A hopeful time in Paso Robles
I guess you’ve probably heard that things are looking hopeful here in Paso Robles. Hope is starting to bloom along with our roses and bottlebrush bushes.
Last week our City Council awarded a contract for more than a million dollars worth of street repairs. That sounds bigger than it actually is. It really involves the full lengths of only two streets along with portions of two others.
But it’s a step, or dump-truck trip, in the right direction. Since the Great Recession in 2008, Paso Robles’ streets have pretty much been left to crumble, except for a few Band-Aids here and there and a project or two that were paid for with government grants.

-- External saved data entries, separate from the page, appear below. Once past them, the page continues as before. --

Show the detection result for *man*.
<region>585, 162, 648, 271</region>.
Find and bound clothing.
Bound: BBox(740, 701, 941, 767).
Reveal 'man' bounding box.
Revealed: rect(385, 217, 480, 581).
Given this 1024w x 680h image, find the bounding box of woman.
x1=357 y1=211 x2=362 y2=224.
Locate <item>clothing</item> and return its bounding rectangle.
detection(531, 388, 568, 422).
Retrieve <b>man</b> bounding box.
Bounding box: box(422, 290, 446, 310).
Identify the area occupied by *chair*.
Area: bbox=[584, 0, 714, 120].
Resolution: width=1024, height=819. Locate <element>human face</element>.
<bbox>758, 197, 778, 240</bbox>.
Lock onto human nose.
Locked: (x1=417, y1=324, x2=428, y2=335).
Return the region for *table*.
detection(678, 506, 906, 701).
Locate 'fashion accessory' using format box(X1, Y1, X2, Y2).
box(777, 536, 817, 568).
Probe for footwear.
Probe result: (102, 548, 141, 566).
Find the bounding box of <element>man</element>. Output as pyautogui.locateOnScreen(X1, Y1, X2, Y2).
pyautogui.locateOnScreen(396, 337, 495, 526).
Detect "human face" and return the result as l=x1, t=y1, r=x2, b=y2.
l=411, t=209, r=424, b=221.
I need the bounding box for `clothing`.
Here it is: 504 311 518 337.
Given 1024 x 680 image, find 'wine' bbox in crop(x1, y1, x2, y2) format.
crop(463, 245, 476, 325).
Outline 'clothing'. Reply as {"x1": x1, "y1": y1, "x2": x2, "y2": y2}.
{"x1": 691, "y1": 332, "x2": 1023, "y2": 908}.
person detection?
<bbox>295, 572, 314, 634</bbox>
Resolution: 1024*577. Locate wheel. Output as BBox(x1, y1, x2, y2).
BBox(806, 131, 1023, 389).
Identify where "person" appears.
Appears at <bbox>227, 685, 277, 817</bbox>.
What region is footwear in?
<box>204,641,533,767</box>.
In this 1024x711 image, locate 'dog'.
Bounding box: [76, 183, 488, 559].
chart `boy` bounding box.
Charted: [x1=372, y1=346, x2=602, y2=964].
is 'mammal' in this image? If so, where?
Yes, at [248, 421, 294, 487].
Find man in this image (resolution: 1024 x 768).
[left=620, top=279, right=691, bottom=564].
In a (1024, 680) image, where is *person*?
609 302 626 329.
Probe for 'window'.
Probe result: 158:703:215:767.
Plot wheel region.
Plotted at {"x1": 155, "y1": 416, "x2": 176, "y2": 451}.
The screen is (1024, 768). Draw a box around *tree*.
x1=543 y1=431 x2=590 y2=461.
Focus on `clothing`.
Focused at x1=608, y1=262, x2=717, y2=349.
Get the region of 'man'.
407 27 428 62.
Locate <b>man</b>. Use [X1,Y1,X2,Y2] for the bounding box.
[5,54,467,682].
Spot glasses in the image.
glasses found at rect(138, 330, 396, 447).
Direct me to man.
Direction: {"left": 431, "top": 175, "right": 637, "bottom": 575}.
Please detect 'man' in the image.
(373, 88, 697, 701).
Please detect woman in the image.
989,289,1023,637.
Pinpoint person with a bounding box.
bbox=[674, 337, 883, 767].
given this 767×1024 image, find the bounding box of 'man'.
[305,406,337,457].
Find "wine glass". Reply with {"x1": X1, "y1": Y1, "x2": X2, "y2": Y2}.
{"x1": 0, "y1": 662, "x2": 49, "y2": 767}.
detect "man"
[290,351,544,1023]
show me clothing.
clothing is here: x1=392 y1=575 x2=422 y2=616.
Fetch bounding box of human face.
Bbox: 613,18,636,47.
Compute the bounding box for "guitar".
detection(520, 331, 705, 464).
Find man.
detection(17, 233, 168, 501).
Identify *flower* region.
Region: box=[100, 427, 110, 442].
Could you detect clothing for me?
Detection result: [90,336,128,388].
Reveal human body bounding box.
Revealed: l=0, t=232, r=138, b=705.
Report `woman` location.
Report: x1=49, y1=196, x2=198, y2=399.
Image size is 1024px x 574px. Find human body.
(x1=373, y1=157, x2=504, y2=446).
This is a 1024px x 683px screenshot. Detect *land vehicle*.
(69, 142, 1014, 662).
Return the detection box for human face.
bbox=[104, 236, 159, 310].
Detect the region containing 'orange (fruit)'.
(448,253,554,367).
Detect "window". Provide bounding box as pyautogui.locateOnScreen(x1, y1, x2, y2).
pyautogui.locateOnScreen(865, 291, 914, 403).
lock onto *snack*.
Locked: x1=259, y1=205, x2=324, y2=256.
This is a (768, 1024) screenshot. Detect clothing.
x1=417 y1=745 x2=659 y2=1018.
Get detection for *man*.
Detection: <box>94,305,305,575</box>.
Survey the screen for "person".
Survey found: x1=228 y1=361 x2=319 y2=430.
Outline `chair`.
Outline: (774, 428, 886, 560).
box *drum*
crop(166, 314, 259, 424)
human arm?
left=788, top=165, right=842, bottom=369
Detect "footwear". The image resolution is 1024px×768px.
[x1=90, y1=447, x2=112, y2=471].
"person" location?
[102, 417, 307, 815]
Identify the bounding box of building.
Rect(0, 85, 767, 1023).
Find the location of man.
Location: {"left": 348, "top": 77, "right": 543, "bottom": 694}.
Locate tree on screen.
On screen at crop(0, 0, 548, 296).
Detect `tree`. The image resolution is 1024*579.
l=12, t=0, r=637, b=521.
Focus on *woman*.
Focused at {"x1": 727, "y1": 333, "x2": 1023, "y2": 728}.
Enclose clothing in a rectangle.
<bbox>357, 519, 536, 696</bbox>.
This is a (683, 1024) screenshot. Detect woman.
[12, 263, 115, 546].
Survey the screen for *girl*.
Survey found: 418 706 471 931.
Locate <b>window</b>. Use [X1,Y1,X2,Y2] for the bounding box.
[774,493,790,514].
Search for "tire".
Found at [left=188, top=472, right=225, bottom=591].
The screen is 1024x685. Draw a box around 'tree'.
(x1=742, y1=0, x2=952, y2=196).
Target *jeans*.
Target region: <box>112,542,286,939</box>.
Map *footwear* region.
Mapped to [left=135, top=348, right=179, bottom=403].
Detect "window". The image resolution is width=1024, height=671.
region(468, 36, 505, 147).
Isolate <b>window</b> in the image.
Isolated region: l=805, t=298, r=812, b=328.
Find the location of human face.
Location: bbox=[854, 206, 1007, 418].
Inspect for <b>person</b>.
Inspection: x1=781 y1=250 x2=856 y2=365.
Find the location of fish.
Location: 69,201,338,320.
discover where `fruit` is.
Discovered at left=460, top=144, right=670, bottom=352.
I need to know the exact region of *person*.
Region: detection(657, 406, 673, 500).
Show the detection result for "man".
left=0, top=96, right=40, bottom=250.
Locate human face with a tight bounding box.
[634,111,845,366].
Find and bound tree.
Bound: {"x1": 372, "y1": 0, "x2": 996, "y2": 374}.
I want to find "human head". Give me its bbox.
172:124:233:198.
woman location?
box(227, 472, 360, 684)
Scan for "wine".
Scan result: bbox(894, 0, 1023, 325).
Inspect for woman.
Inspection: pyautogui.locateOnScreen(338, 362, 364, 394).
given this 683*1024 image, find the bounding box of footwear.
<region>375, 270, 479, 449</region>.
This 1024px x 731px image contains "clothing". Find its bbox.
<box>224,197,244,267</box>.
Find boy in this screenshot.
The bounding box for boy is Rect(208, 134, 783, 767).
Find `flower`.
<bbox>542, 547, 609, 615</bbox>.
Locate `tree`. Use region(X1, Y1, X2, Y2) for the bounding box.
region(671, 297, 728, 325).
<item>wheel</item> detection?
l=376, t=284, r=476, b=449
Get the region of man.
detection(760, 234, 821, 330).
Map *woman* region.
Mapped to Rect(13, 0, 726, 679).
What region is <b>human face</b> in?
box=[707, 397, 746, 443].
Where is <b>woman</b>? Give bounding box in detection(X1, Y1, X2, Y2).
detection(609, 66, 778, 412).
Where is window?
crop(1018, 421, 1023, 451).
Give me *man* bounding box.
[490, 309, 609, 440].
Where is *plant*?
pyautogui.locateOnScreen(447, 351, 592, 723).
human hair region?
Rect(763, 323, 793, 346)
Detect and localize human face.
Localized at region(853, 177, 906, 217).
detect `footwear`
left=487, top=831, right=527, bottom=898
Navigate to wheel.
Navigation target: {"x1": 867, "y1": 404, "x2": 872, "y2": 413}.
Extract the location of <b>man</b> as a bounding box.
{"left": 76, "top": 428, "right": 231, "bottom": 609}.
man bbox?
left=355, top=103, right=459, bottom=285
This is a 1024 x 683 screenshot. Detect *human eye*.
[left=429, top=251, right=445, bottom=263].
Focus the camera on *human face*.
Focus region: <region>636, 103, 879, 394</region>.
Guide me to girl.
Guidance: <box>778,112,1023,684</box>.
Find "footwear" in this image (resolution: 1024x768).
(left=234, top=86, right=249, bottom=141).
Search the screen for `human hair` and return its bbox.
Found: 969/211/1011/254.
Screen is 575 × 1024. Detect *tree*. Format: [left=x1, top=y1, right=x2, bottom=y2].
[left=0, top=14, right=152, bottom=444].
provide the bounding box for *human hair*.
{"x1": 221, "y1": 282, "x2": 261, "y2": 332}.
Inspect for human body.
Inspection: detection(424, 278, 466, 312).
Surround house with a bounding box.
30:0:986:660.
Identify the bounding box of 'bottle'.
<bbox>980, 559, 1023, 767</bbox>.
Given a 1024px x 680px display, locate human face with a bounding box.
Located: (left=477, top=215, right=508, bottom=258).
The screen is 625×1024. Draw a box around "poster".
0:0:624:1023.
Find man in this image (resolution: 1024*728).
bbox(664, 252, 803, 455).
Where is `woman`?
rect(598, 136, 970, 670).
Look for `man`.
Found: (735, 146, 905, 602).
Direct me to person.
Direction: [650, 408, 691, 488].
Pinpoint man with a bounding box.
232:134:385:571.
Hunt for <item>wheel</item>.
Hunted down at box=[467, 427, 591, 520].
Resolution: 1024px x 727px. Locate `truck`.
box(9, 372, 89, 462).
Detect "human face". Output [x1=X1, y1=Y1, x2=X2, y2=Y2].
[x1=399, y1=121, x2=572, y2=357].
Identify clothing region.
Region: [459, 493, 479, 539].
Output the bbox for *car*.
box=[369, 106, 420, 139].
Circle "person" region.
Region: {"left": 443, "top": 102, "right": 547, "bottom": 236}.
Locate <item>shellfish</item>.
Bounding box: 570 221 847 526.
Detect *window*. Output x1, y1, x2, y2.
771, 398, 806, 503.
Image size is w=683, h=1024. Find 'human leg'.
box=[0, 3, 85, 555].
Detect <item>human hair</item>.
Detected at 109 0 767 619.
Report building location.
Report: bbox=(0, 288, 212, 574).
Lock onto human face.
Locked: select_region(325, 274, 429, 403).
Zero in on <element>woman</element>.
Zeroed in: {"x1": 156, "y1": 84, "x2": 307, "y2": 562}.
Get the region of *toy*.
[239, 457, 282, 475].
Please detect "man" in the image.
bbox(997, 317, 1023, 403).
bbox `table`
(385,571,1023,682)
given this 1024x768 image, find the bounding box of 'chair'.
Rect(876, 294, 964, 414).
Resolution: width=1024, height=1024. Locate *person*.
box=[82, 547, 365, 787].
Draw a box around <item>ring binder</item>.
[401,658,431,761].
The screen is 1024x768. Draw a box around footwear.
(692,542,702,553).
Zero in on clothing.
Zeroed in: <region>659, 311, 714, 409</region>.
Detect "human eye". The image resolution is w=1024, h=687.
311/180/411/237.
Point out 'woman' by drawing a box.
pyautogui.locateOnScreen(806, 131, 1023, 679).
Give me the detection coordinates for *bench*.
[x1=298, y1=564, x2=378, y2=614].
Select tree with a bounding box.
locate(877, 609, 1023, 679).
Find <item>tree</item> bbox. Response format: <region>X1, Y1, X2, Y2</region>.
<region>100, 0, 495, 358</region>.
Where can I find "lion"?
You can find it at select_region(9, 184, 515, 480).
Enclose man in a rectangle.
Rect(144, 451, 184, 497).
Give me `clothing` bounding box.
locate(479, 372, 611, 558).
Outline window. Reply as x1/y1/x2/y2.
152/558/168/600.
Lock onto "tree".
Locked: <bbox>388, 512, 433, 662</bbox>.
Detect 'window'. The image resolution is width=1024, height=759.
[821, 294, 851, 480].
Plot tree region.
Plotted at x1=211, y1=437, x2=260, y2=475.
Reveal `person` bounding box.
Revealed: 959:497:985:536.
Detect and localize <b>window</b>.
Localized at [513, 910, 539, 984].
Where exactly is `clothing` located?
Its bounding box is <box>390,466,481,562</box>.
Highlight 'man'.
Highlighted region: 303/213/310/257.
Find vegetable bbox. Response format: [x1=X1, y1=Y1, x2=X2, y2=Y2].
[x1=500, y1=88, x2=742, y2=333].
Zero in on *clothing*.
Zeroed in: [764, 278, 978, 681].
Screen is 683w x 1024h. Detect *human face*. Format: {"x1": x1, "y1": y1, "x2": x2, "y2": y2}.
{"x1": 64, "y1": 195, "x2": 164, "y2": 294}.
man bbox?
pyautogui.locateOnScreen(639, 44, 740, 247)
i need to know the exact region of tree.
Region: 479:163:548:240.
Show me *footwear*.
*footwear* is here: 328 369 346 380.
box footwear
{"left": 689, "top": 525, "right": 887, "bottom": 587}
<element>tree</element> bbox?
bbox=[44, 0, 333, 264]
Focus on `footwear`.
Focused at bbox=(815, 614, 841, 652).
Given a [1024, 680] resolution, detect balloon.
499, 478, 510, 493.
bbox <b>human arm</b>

But this street repair work will be paid for with the sales tax increase that we Paso Robles voters approved in 2012. We agreed to a temporary half-cent increase in the city’s share of sales tax. City officials predict that $4 million will be available from it this year. So we can hope for more street repair.
And you probably read in Wednesday’s Tribune that the March unemployment rate in San Luis Obispo County was the lowest for that month since 2008. The March rate of unemployment countywide was 6.1 percent.
That was just a slight drop from the 6.2 percent rate in the previous two months, but still it was a hopeful improvement from the highest countywide March unemployment rate of 10.4 percent in 2010. But it’s still well above what it was in 2008 when it stood at 5.1 percent.
And I’m sorry to say unemployment was even higher here in Paso Robles. One thousand of our 13,400 eligible workers were still out of jobs in March. That’s a 7.3 percent unemployment rate. But the countywide employment improvement may give our unemployed people hope that they’ll soon find jobs.
I suppose some people think that hoping for things is foolish and useless, but I believe hope is human nature. Hope is what keeps many of us going when life is unkind, painful, debt-ridden, frightening, boring, overcrowded or lonely, as life often is. Hope keeps us from quitting.
Of course, it’s possible to overdo hope. The Powerball and MEGA Millions lotteries come to mind. They bring on epidemics of hope running amok, accompanied by extravagant daydreams.
But there are other widespread undertakings that give us justifiable hope. Examples are education, Social Security, Medicare and the Affordable Care Act. And in religion, of course, hope is a virtue.
But the hope I like best is described in the poem by Emily Dickinson that begins, “Hope is the thing with feathers/ That perches in the soul/ And sings the tune without the words/ And never stops at all.”